Gabriola is endowed with public beaches and forests, and has an established community spread around the island. On the island, housing, roads, shopping centres, restaurants, a library, an elementary school, and a museum are found. Its cultural life includes annual festivals related to art, poetry, gardens, music, boating, and fishing. The Gabriola Arts Council hosts three large annual events: the Isle of the Arts Festival (in April), Gabriola Theatre Festival (in August) and Thanksgiving Studio Tour (in October). These events, plus many more, feature the wide range of artistic talents held on Gabriola Island, making it the "Isle of the Arts".
Gabriola is part of the traditional territory of the Snunéymux, and the name of the nearby city, Nanaimo, is an anglicized form of their name. The earliest archeological record on Gabriola is a cave burial dated to about 1500 BCE, but sites on nearby Valdes Island and other Gulf Islands have been found to date to at least 3000 BCE.

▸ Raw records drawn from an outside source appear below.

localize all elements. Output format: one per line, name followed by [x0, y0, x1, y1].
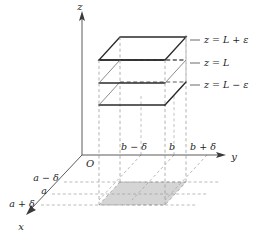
plane-lower-left-edge [99, 82, 120, 105]
z-axis-label: z [76, 1, 83, 12]
plane-top-face [99, 37, 186, 60]
plane-middle-right-edge [165, 60, 186, 83]
plane-middle-left-edge [99, 60, 120, 83]
plane-z-L-minus-epsilon [99, 82, 186, 105]
x-tick-label-a: a [41, 185, 47, 196]
y-tick-label-b: b [169, 141, 175, 152]
plane-z-L [99, 60, 186, 83]
x-tick-label-a-plus-delta: a + δ [9, 198, 35, 209]
delta-neighborhood-shaded-region [99, 182, 186, 205]
origin-label: O [86, 158, 94, 169]
z-level-label-lower: z = L − ε [203, 79, 248, 90]
y-tick-label-b-minus-delta: b − δ [121, 141, 147, 152]
plane-z-L-plus-epsilon [99, 37, 186, 60]
plane-lower-right-outer-edge [165, 82, 186, 105]
figure-root: z y x O z = L + ε z = L z = L − ε b − δ … [0, 0, 256, 235]
z-level-label-middle: z = L [203, 57, 229, 68]
y-axis-label: y [230, 151, 237, 162]
x-tick-label-a-minus-delta: a − δ [33, 172, 59, 183]
z-level-leader-lines [190, 40, 200, 85]
x-axis-label: x [18, 221, 24, 232]
y-tick-label-b-plus-delta: b + δ [190, 141, 216, 152]
base-plane-group [99, 182, 186, 205]
diagram-svg: z y x O z = L + ε z = L z = L − ε b − δ … [0, 0, 256, 235]
z-level-label-upper: z = L + ε [203, 34, 248, 45]
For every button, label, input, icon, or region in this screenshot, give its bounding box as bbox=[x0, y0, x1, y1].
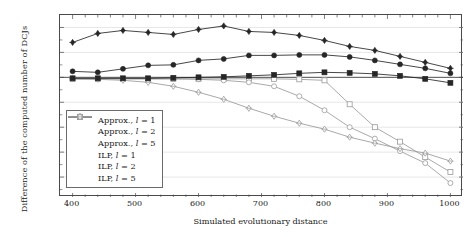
legend-item: ILP, l = 1 bbox=[71, 149, 156, 161]
legend-filled-diamond-icon bbox=[71, 137, 97, 149]
legend-filled-circle-icon bbox=[71, 126, 97, 138]
legend-label: Approx., l = 1 bbox=[97, 115, 156, 125]
x-tick-label: 400 bbox=[64, 199, 79, 208]
chart-container: Difference of the computed number of DCJ… bbox=[0, 0, 472, 237]
x-tick-label: 900 bbox=[379, 199, 394, 208]
x-tick-label: 500 bbox=[127, 199, 142, 208]
legend-label: Approx., l = 5 bbox=[97, 138, 156, 148]
legend-item: Approx., l = 2 bbox=[71, 126, 156, 138]
legend-label: ILP, l = 1 bbox=[97, 150, 136, 160]
x-tick-label: 800 bbox=[316, 199, 331, 208]
legend-open-diamond-icon bbox=[71, 172, 97, 184]
legend: Approx., l = 1Approx., l = 2Approx., l =… bbox=[66, 110, 163, 188]
legend-open-square-icon bbox=[71, 149, 97, 161]
legend-item: Approx., l = 5 bbox=[71, 137, 156, 149]
x-tick-label: 700 bbox=[253, 199, 268, 208]
y-axis-label: Difference of the computed number of DCJ… bbox=[19, 19, 29, 219]
x-tick-label: 600 bbox=[190, 199, 205, 208]
legend-item: ILP, l = 5 bbox=[71, 172, 156, 184]
series-2 bbox=[69, 23, 453, 72]
legend-label: ILP, l = 2 bbox=[97, 161, 136, 171]
legend-label: ILP, l = 5 bbox=[97, 173, 136, 183]
legend-item: ILP, l = 2 bbox=[71, 160, 156, 172]
legend-label: Approx., l = 2 bbox=[97, 126, 156, 136]
x-axis-label: Simulated evolutionary distance bbox=[59, 216, 462, 226]
x-tick-label: 1000 bbox=[439, 199, 459, 208]
series-1 bbox=[70, 52, 453, 75]
legend-open-circle-icon bbox=[71, 160, 97, 172]
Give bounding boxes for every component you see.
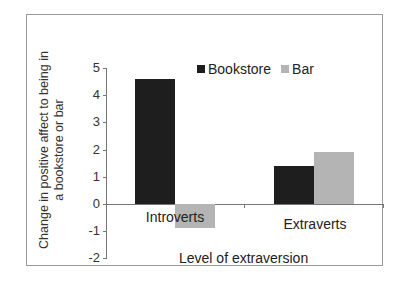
legend-swatch-bar	[281, 65, 289, 73]
category-label-extraverts: Extraverts	[260, 216, 370, 232]
legend-label-bar: Bar	[292, 61, 314, 77]
x-category-tick	[244, 204, 245, 208]
y-axis-title: Change in positive affect to being in a …	[37, 30, 67, 270]
bar-bookstore-introverts	[135, 79, 175, 204]
y-axis-title-line-1: Change in positive affect to being in	[37, 30, 52, 270]
bar-bar-extraverts	[314, 152, 354, 204]
y-tick-label: 3	[80, 115, 100, 129]
legend: Bookstore Bar	[197, 61, 314, 77]
y-tick-label: -2	[80, 251, 100, 265]
y-tick-label: 5	[80, 61, 100, 75]
legend-swatch-bookstore	[197, 65, 205, 73]
y-tick-label: 0	[80, 197, 100, 211]
category-label-introverts: Introverts	[120, 209, 230, 225]
legend-label-bookstore: Bookstore	[208, 61, 271, 77]
y-tick-label: -1	[80, 224, 100, 238]
y-axis-line	[106, 68, 107, 259]
x-axis-line	[106, 204, 384, 205]
y-tick-label: 1	[80, 170, 100, 184]
x-axis-title: Level of extraversion	[179, 250, 308, 266]
bar-bookstore-extraverts	[274, 166, 314, 204]
y-tick-label: 2	[80, 143, 100, 157]
y-axis-title-line-2: a bookstore or bar	[52, 30, 67, 270]
y-tick-label: 4	[80, 88, 100, 102]
x-category-tick-end	[383, 204, 384, 208]
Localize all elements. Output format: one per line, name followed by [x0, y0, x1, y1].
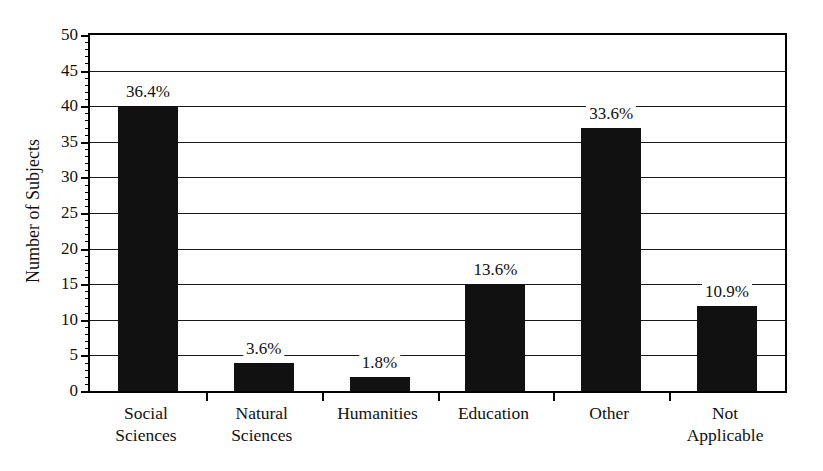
y-axis-tick-label: 40	[44, 96, 78, 116]
bar	[350, 377, 410, 391]
x-axis-tick-label: NaturalSciences	[231, 402, 292, 446]
x-axis-tick-label: Humanities	[337, 402, 418, 424]
y-axis-tick-label: 25	[44, 203, 78, 223]
x-axis-tick-label: Education	[458, 402, 529, 424]
gridline	[90, 249, 785, 250]
bar-chart-figure: Number of Subjects 051015202530354045503…	[0, 0, 823, 471]
x-axis-tick-label-line2: Applicable	[687, 424, 764, 446]
y-axis-tick-label: 20	[44, 239, 78, 259]
bar	[118, 106, 178, 391]
y-axis-major-tick	[81, 355, 90, 357]
y-axis-minor-tick	[85, 120, 90, 121]
y-axis-minor-tick	[85, 313, 90, 314]
y-axis-major-tick	[81, 35, 90, 37]
y-axis-major-tick	[81, 142, 90, 144]
y-axis-major-tick	[81, 391, 90, 393]
y-axis-major-tick	[81, 249, 90, 251]
gridline	[90, 284, 785, 285]
y-axis-minor-tick	[85, 185, 90, 186]
bar-data-label: 10.9%	[702, 282, 752, 302]
x-axis-tick-label-line1: Not	[712, 403, 738, 423]
y-axis-minor-tick	[85, 49, 90, 50]
y-axis-minor-tick	[85, 42, 90, 43]
y-axis-minor-tick	[85, 128, 90, 129]
y-axis-minor-tick	[85, 306, 90, 307]
y-axis-minor-tick	[85, 327, 90, 328]
y-axis-minor-tick	[85, 99, 90, 100]
x-axis-category-separator	[669, 391, 671, 401]
x-axis-category-separator	[553, 391, 555, 401]
y-axis-tick-label: 30	[44, 167, 78, 187]
bar	[465, 284, 525, 391]
y-axis-minor-tick	[85, 227, 90, 228]
y-axis-minor-tick	[85, 256, 90, 257]
gridline	[90, 355, 785, 356]
y-axis-minor-tick	[85, 135, 90, 136]
y-axis-major-tick	[81, 284, 90, 286]
gridline	[90, 213, 785, 214]
y-axis-minor-tick	[85, 384, 90, 385]
y-axis-minor-tick	[85, 341, 90, 342]
y-axis-minor-tick	[85, 56, 90, 57]
y-axis-minor-tick	[85, 113, 90, 114]
y-axis-minor-tick	[85, 206, 90, 207]
y-axis-minor-tick	[85, 63, 90, 64]
x-axis-tick-label: SocialSciences	[115, 402, 176, 446]
y-axis-major-tick	[81, 213, 90, 215]
x-axis-category-separator	[206, 391, 208, 401]
gridline	[90, 142, 785, 143]
x-axis-tick-label-line2: Sciences	[115, 424, 176, 446]
gridline	[90, 177, 785, 178]
y-axis-minor-tick	[85, 263, 90, 264]
y-axis-tick-label: 50	[44, 25, 78, 45]
y-axis-minor-tick	[85, 298, 90, 299]
y-axis-major-tick	[81, 320, 90, 322]
y-axis-minor-tick	[85, 220, 90, 221]
x-axis-tick-label-line1: Social	[124, 403, 168, 423]
y-axis-minor-tick	[85, 199, 90, 200]
y-axis-minor-tick	[85, 149, 90, 150]
y-axis-minor-tick	[85, 241, 90, 242]
y-axis-minor-tick	[85, 291, 90, 292]
y-axis-major-tick	[81, 106, 90, 108]
x-axis-tick-label-line1: Education	[458, 403, 529, 423]
y-axis-minor-tick	[85, 170, 90, 171]
bar-data-label: 36.4%	[123, 82, 173, 102]
y-axis-minor-tick	[85, 163, 90, 164]
bar	[234, 363, 294, 391]
x-axis-category-separator	[438, 391, 440, 401]
y-axis-minor-tick	[85, 377, 90, 378]
x-axis-tick-label: Other	[589, 402, 629, 424]
y-axis-minor-tick	[85, 348, 90, 349]
y-axis-minor-tick	[85, 363, 90, 364]
y-axis-major-tick	[81, 71, 90, 73]
bar-data-label: 33.6%	[586, 104, 636, 124]
y-axis-minor-tick	[85, 234, 90, 235]
y-axis-tick-label: 10	[44, 310, 78, 330]
y-axis-minor-tick	[85, 156, 90, 157]
x-axis-category-separator	[322, 391, 324, 401]
bar-data-label: 1.8%	[359, 353, 400, 373]
y-axis-minor-tick	[85, 370, 90, 371]
y-axis-minor-tick	[85, 92, 90, 93]
x-axis-tick-label-line1: Natural	[236, 403, 288, 423]
y-axis-minor-tick	[85, 192, 90, 193]
gridline	[90, 71, 785, 72]
x-axis-tick-label: NotApplicable	[687, 402, 764, 446]
plot-area: 0510152025303540455036.4%3.6%1.8%13.6%33…	[88, 33, 787, 393]
bar	[581, 128, 641, 391]
bar-data-label: 13.6%	[470, 260, 520, 280]
y-axis-minor-tick	[85, 85, 90, 86]
y-axis-tick-label: 0	[44, 381, 78, 401]
y-axis-minor-tick	[85, 78, 90, 79]
bar-data-label: 3.6%	[243, 339, 284, 359]
x-axis-tick-label-line1: Humanities	[337, 403, 418, 423]
y-axis-tick-label: 45	[44, 61, 78, 81]
bar	[697, 306, 757, 391]
y-axis-tick-label: 35	[44, 132, 78, 152]
gridline	[90, 320, 785, 321]
gridline	[90, 106, 785, 107]
x-axis-tick-label-line2: Sciences	[231, 424, 292, 446]
y-axis-major-tick	[81, 177, 90, 179]
y-axis-minor-tick	[85, 334, 90, 335]
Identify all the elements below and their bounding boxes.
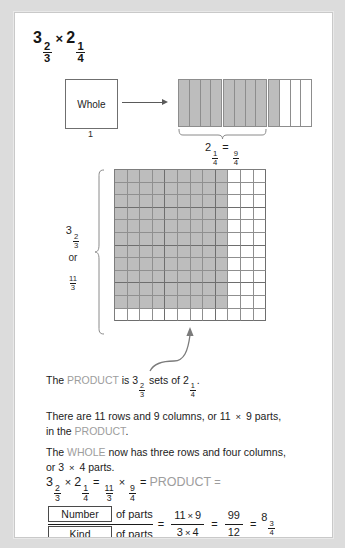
grid-cell — [115, 233, 128, 246]
grid-cell — [165, 246, 178, 259]
grid-cell — [203, 296, 216, 309]
grid-cell — [191, 195, 204, 208]
eq-equals-1: = — [90, 476, 102, 488]
grid-cell — [165, 220, 178, 233]
term-product-3: PRODUCT — [149, 475, 211, 489]
grid-cell — [115, 296, 128, 309]
grid-cell — [178, 271, 191, 284]
grid-cell — [140, 258, 153, 271]
strip-1 — [178, 79, 222, 127]
grid-cell — [165, 233, 178, 246]
grid-cell — [178, 208, 191, 221]
grid-cell — [228, 246, 241, 259]
whole-box: Whole — [65, 79, 118, 129]
grid-cell — [216, 208, 229, 221]
grid-cell — [254, 195, 267, 208]
grid-cell — [165, 283, 178, 296]
eq-equals-3: = — [211, 476, 223, 488]
grid-cell — [241, 170, 254, 183]
title-a-numerator: 2 — [43, 41, 51, 53]
strip-3 — [268, 79, 312, 127]
grid-cell — [165, 183, 178, 196]
nk-equals-3: = — [245, 518, 261, 530]
p1-frac1-den: 3 — [139, 390, 145, 399]
grid-cell — [203, 258, 216, 271]
grid-cell — [153, 208, 166, 221]
nk-final-num: 3 — [268, 520, 274, 528]
grid-cell — [153, 283, 166, 296]
strip-caption-improper-den: 4 — [233, 158, 239, 167]
grid-cell — [241, 258, 254, 271]
grid-cell — [140, 283, 153, 296]
whole-box-value: 1 — [65, 129, 116, 139]
grid-cell — [128, 258, 141, 271]
grid-cell — [241, 271, 254, 284]
grid-cell — [254, 233, 267, 246]
multiply-icon-p3: × — [67, 462, 77, 473]
grid-cell — [165, 309, 178, 322]
term-whole: WHOLE — [67, 446, 106, 458]
grid-cell — [165, 208, 178, 221]
grid-cell — [128, 309, 141, 322]
grid-cell — [191, 170, 204, 183]
multiply-icon-eq1: × — [62, 476, 74, 488]
grid-cell — [140, 271, 153, 284]
number-kind-fraction: Number of parts Kind of parts — [48, 505, 153, 538]
multiply-icon-nk-num: × — [186, 510, 196, 521]
grid-cell — [178, 233, 191, 246]
grid-cell — [228, 296, 241, 309]
curved-arrow-icon — [148, 321, 208, 373]
strip-caption-equals: = — [219, 141, 231, 153]
row-label-num: 2 — [73, 233, 79, 241]
grid-cell — [115, 208, 128, 221]
grid-cell — [128, 271, 141, 284]
strip-1-cell-1 — [179, 80, 190, 126]
grid-cell — [191, 183, 204, 196]
grid-cell — [153, 220, 166, 233]
grid-cell — [216, 296, 229, 309]
term-product-1: PRODUCT — [67, 374, 119, 386]
title-factor-a: 323 — [33, 29, 53, 46]
grid-cell — [178, 183, 191, 196]
grid-cell — [128, 208, 141, 221]
grid-cell — [203, 271, 216, 284]
eq-a-den: 3 — [54, 493, 61, 503]
strip-2-cell-1 — [224, 80, 235, 126]
eq-equals-2: = — [137, 476, 149, 488]
grid-cell — [216, 258, 229, 271]
grid-cell — [254, 246, 267, 259]
grid-cell — [128, 220, 141, 233]
grid-cell — [228, 183, 241, 196]
grid-cell — [254, 170, 267, 183]
term-product-2: PRODUCT — [75, 425, 126, 437]
title-a-denominator: 3 — [43, 52, 51, 65]
grid-cell — [128, 233, 141, 246]
strip-3-cell-1 — [269, 80, 280, 126]
grid-cell — [115, 183, 128, 196]
grid-cell — [216, 195, 229, 208]
grid-cell — [178, 309, 191, 322]
grid-cell — [165, 271, 178, 284]
grid-cell — [228, 258, 241, 271]
grid-cell — [216, 246, 229, 259]
grid-cell — [115, 195, 128, 208]
grid-cell — [216, 283, 229, 296]
strip-caption-improper-num: 9 — [233, 150, 239, 158]
grid-cell — [254, 283, 267, 296]
grid-cell — [178, 246, 191, 259]
grid-cell — [153, 296, 166, 309]
row-label-or: or — [56, 252, 90, 265]
strip-2-cell-4 — [256, 80, 266, 126]
grid-cell — [178, 170, 191, 183]
strip-caption: 214=94 — [178, 141, 267, 167]
grid-cell — [254, 309, 267, 322]
grid-cell — [191, 271, 204, 284]
p1-frac2-num: 1 — [190, 382, 196, 390]
grid-cell — [153, 183, 166, 196]
grid-cell — [140, 309, 153, 322]
grid-cell — [203, 233, 216, 246]
grid-cell — [241, 195, 254, 208]
grid-cell — [128, 246, 141, 259]
grid-cell — [216, 183, 229, 196]
title-factor-b: 214 — [66, 29, 86, 46]
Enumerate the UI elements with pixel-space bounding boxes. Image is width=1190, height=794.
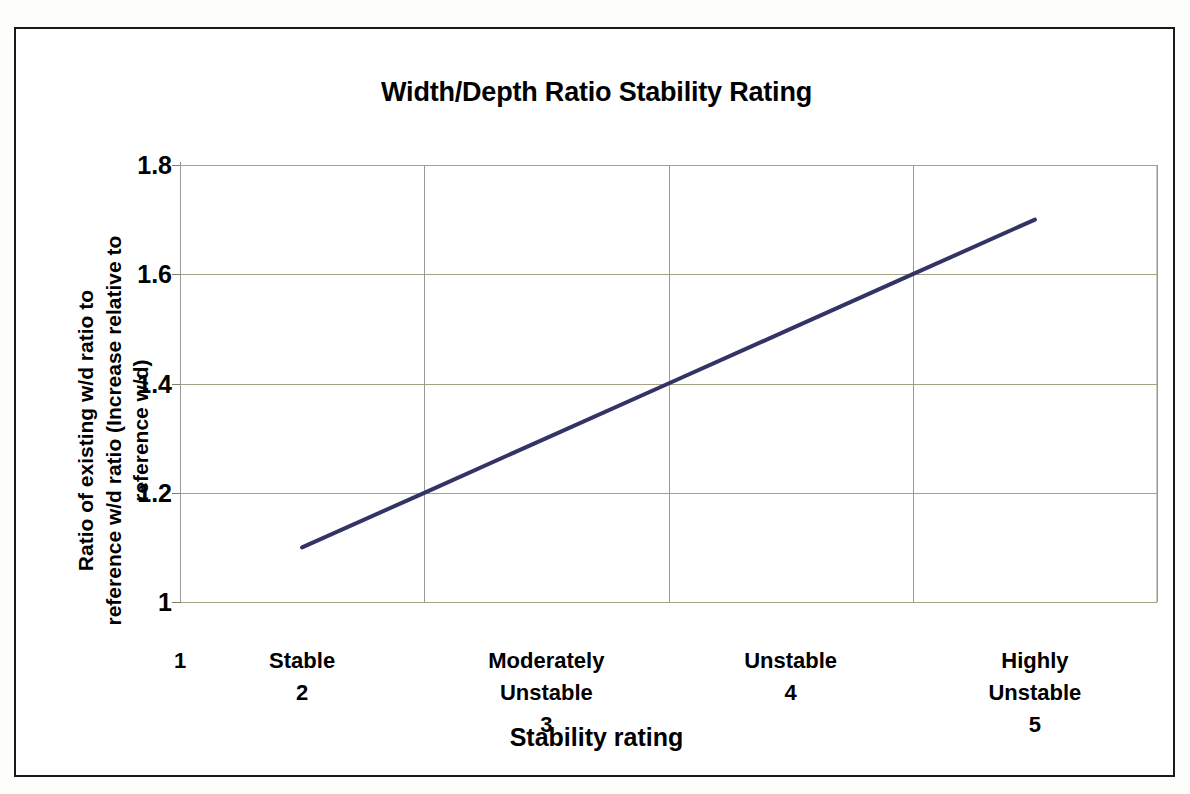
x-axis-category-name: Unstable: [666, 645, 916, 677]
x-axis-category-number: 2: [177, 677, 427, 709]
x-axis-category-labels: 1Stable2ModeratelyUnstable3Unstable4High…: [180, 607, 1157, 737]
x-axis-category-label: Unstable4: [666, 645, 916, 709]
gridline-horizontal: [180, 602, 1157, 603]
scanned-page: Width/Depth Ratio Stability Rating Ratio…: [0, 0, 1190, 794]
x-axis-category-name: Highly: [910, 645, 1160, 677]
series-line-chart: [180, 165, 1157, 602]
y-axis-tick: [172, 602, 181, 603]
x-axis-category-name: Unstable: [421, 677, 671, 709]
y-axis-tick-label: 1.2: [62, 478, 172, 507]
y-axis-tick-label: 1: [62, 588, 172, 617]
y-axis-tick-label: 1.4: [62, 369, 172, 398]
x-axis-category-name: Stable: [177, 645, 427, 677]
chart-title: Width/Depth Ratio Stability Rating: [16, 77, 1177, 108]
x-axis-category-name: Unstable: [910, 677, 1160, 709]
gridline-vertical: [1157, 165, 1158, 602]
y-axis-tick-label: 1.8: [62, 151, 172, 180]
chart-frame: Width/Depth Ratio Stability Rating Ratio…: [14, 27, 1175, 777]
y-axis-tick-labels: 1.81.61.41.21: [52, 165, 172, 602]
plot-area: [180, 165, 1157, 602]
x-axis-title: Stability rating: [16, 723, 1177, 752]
x-axis-category-number: 4: [666, 677, 916, 709]
x-axis-category-name: Moderately: [421, 645, 671, 677]
y-axis-tick-label: 1.6: [62, 260, 172, 289]
series-line-wd-ratio: [302, 220, 1035, 548]
x-axis-category-label: Stable2: [177, 645, 427, 709]
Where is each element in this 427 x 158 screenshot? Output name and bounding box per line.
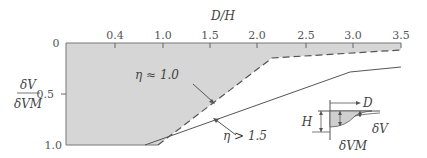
x-tick-label: 3.5: [392, 29, 410, 42]
x-tick-label: 1.0: [154, 29, 172, 42]
x-tick-label: 2.5: [297, 29, 315, 42]
svg-text:δV: δV: [372, 122, 389, 136]
inset-sketch: D H δV δVM: [301, 96, 389, 153]
annotation-eta-1-5: η > 1.5: [223, 129, 267, 143]
x-tick-label: 0.4: [106, 29, 124, 42]
x-axis-title: D/H: [210, 9, 236, 23]
x-tick-label: 2.0: [248, 29, 266, 42]
svg-text:δVM: δVM: [14, 97, 43, 111]
y-tick-label: 1.0: [45, 139, 63, 152]
svg-text:δVM: δVM: [339, 139, 368, 153]
y-tick-label: 0: [53, 37, 60, 50]
settlement-diagram: 0.4 1.0 1.5 2.0 2.5 3.0 3.5 D/H 0 0.5 1.…: [0, 0, 427, 158]
x-tick-label: 1.5: [201, 29, 219, 42]
svg-text:δV: δV: [20, 78, 37, 92]
svg-text:H: H: [301, 115, 313, 129]
annotation-eta-1: η ≈ 1.0: [135, 68, 179, 82]
svg-text:D: D: [362, 96, 373, 110]
x-tick-label: 3.0: [344, 29, 362, 42]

The pre-contact population of Gabriola has been difficult to estimate, but in mid-Marpole times—between about 0 and 1000 CE—several thousand people lived in the village at False Narrows, the site of today's El Verano Drive. Archaeologists have found that infant mortality at that time was surprisingly low and that the population was well adapted to its environment. Other smaller villages on Gabriola were scattered around the coast. After contact, and perhaps as early as 1500 CE, the population of the Snunéymux declined drastically because of smallpox and other diseases brought to North America by Europeans.